Alabama bill bans hormone treatments for trans youth

It would be a crime for a doctor providing gender-affirming treatment to minors to be subject to the bill.

Alabama bill bans hormone treatments for trans youth

On Wednesday, Alabama legislators passed legislation making it a crime to give minor transgender people hormones, puberty-blockers or other surgeries to affirm their gender identity.

This bill is just one of many such measures that are being considered in the statehouses throughout the country.

The Senate-passed legislation was approved by the House Judiciary Committee, and now it moves to the full Alabama House of Representatives. A House version of the bill was also approved by the committee. It would be a crime for a doctor or surgeon to perform surgery to assist in gender transitions of persons 18 and younger to make the prescriptions.

Rep. Wes Allen (the Republican sponsor of this bill) stated that adults are free to do whatever they like, but that the bill was to protect children.

Allen claimed that children aren't mature enough to make decisions about medications. He compared it to the way lawmakers have passed legislation to protect them from smoking, alcohol and vaping.

He stated that it was not a good idea to give the medications to children and that it would be an abuse to do so.

Opponents claim that lawmakers are interfering with decisions that should be made by doctors and families.

"We are not supposed to be here substituting for our judgment for that person closest to the child, and I personally believe this legislation doesn’t protect them, it endsangers them and their families," stated Rep. Chris England from Tuscaloosa, a Democratic representative.

In July , a federal judge temporarily blocked an Arkansas law similar to the one that would have banned gender-confirming treatment for transgender youth. The American Civil Liberties Union sued the state for its ban on transgender youths, their families, and two gender-confirming doctors.

Alabama's legislation is just one of many billsmoving across statehouses that could affect transgender people.

In earlier public hearings, parents and a transgender teenager spoke out against the bill.

The committee has given its approval, and the Alabama legislation is now close to final approval. The Human Rights Campaign, which is the largest LGBTQ civil rights organization in the country, has condemned the committee's actions.

"Alabama has decided, against the advice of top doctors across the nation, to criminalize critical care that transgender youth desperately need. This decision severely restricts parents' rights and that of medical providers to make individual health care decisions for each child, with the aim of reducing transgender children's emotional and physical distress," Carmarion Anderson Harvey, Alabama director of the Human Rights Campaign, stated in a statement.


#### ACTIVITY
Transcribe the entries exactly as given and skip whatever images they hold.

Text-to-region grounding data:
○ ○ ○ ○ ○
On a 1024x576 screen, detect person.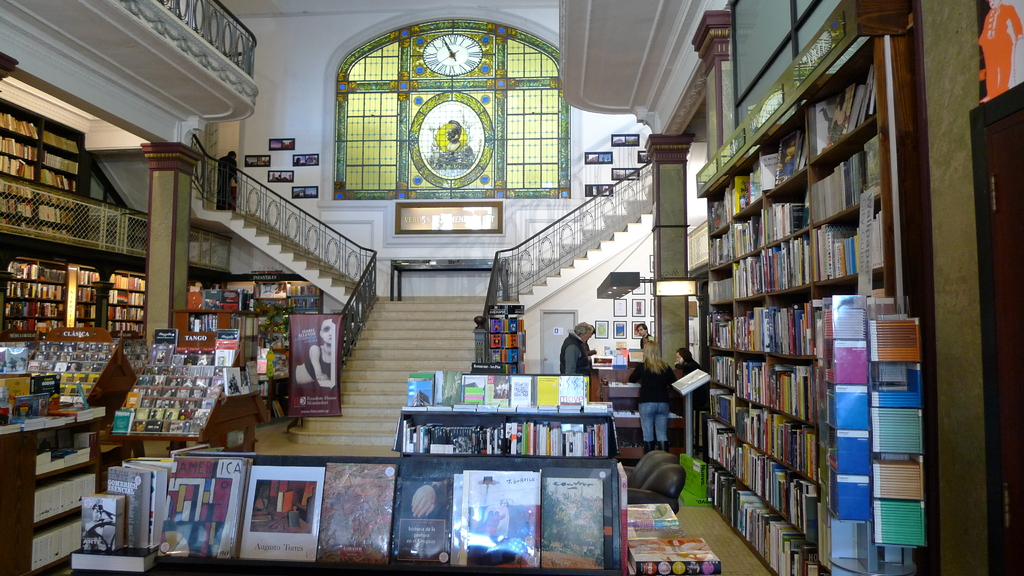
rect(674, 346, 703, 457).
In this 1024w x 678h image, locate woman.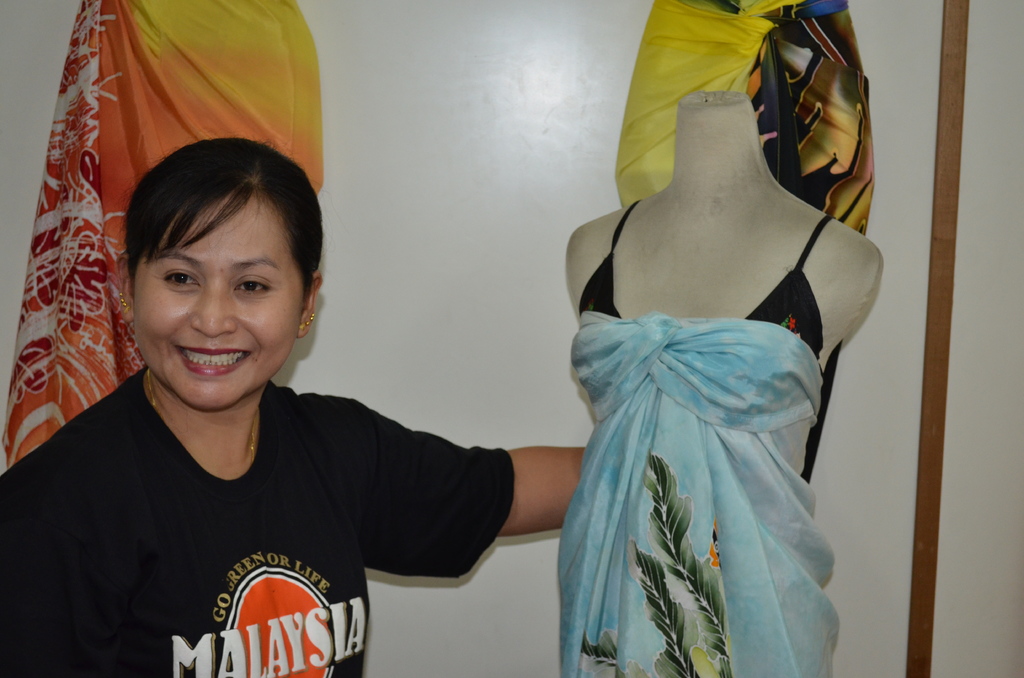
Bounding box: [36, 70, 535, 675].
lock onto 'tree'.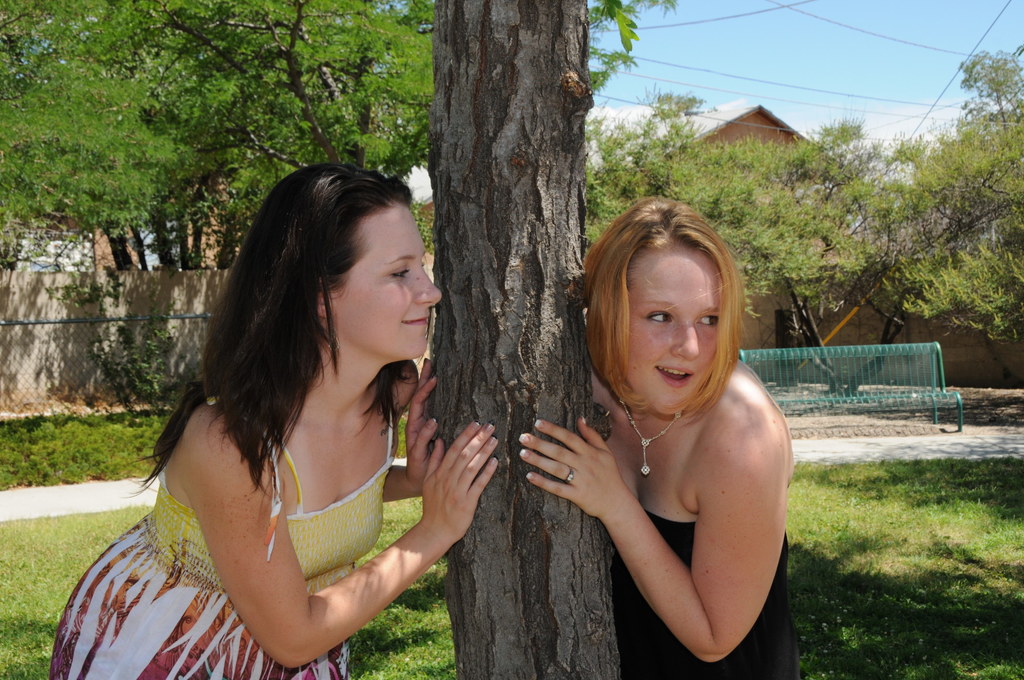
Locked: [0, 0, 678, 273].
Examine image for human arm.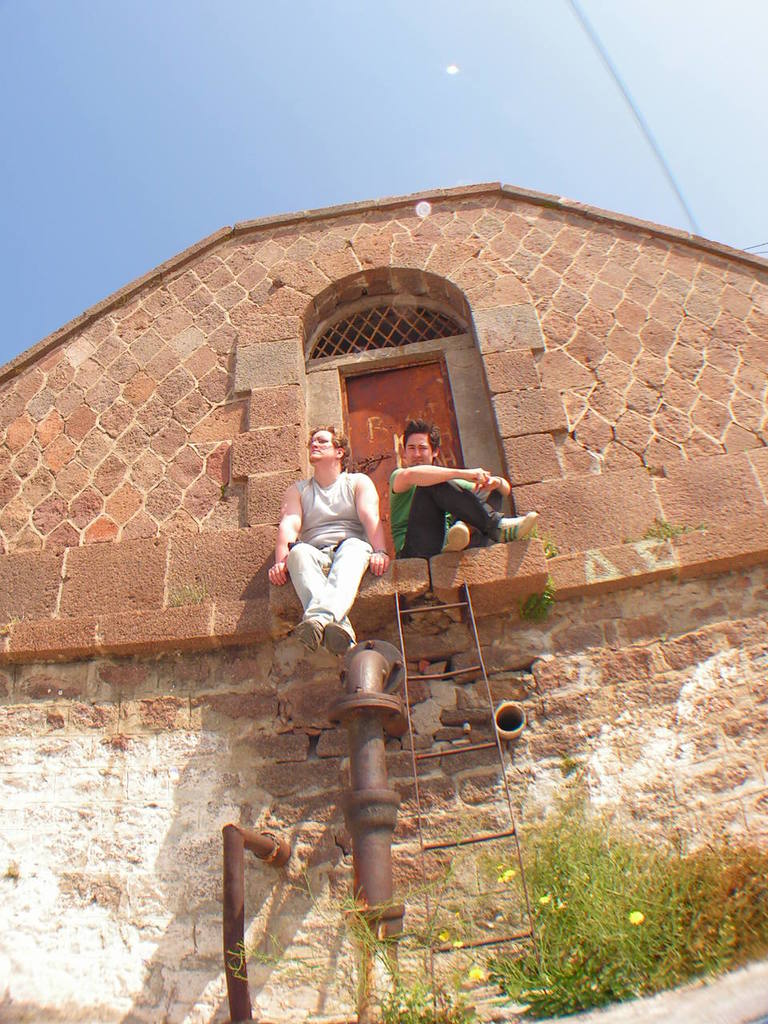
Examination result: [left=484, top=469, right=514, bottom=499].
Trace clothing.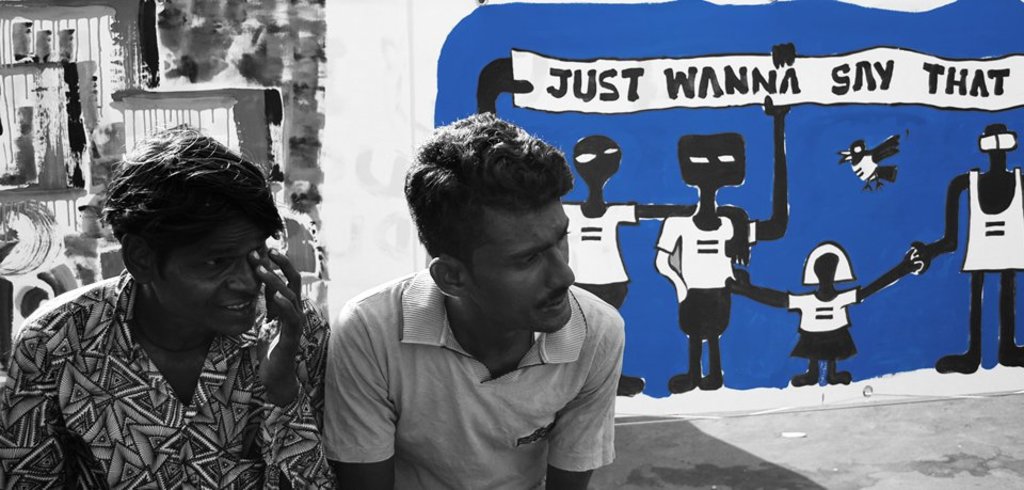
Traced to Rect(563, 206, 643, 286).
○ ○ ○ ○ ○
#### SOLUTION BELOW
On a 1024x576 screen, detect person.
rect(674, 346, 703, 457).
In this 1024w x 678h image, locate woman.
Bounding box: [36, 70, 535, 675].
lock onto 'tree'.
Locked: [0, 0, 678, 273].
Examine image for human arm.
Examination result: [left=484, top=469, right=514, bottom=499].
Trace clothing.
Traced to Rect(563, 206, 643, 286).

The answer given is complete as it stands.